That’s the way we did it. It was like sticking needles in your eyeballs, but it was quick and cheap, and you usually got an answer right away. If she hung up, that meant no. If she mumbled, “Yeah, I guess so,” that meant “Yes, I’ll bring some beer. Can we leave now?”

Today, the simple phone call is out. These days the boys stage elaborate invitations, where they’ll come over to the girl’s front yard and in, say, Roman candles, spell out “Please go to homecoming with me. Love, Chad” in a font they designed themselves. Or, with the parents’ cooperation, the boy will fill the girl’s bedroom with 1,000 sugar packets and leave a note saying, “It would be SWEET if you went to homecoming with me. Hugs, Ringo.”

Sweet, get it? Incidents like this just prove that we’d better fix network television soon, because if we’re depending on these little goobers to craft the next great sitcom in a few years, look out. We’ll be stuck with “Night Court” reruns forever.

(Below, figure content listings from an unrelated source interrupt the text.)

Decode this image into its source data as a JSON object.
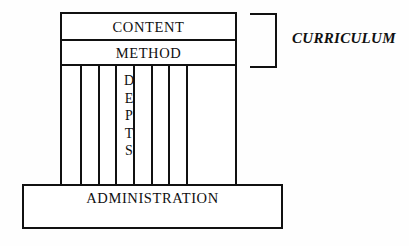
{
  "diagram": {
    "background_color": "#fefefe",
    "line_color": "#111111",
    "fill_color": "#ffffff",
    "top_boxes": [
      {
        "id": "content",
        "label": "CONTENT"
      },
      {
        "id": "method",
        "label": "METHOD"
      }
    ],
    "pillars": {
      "count": 8,
      "label_letters": [
        "D",
        "E",
        "P",
        "T",
        "S"
      ],
      "label_text": "DEPTS",
      "label_pillar_index": 3,
      "divider_positions": [
        18,
        36,
        53,
        71,
        89,
        106,
        124
      ]
    },
    "base": {
      "id": "administration",
      "label": "ADMINISTRATION"
    },
    "bracket_annotation": {
      "label": "CURRICULUM",
      "bracket_shape": "right-square-bracket",
      "spans": [
        "CONTENT",
        "METHOD"
      ]
    }
  }
}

Anyway, I thought it would be good to put a few surveillance cameras around the house to capture moments like this, not to mention to resolve the disputes I mentioned earlier. We have become the Supreme Court of family arguments. I blame it on math class, which is stressing out the little girl, even though she has a tutor, which costs me 3 pints of blood every Wednesday night.

Funny, I made it all the way through high school and college without a single tutor. I don’t think they even had tutors back then. In those days, they had these things called “teachers,” so if you got stuck on something, you could go see them and they’d straighten you out.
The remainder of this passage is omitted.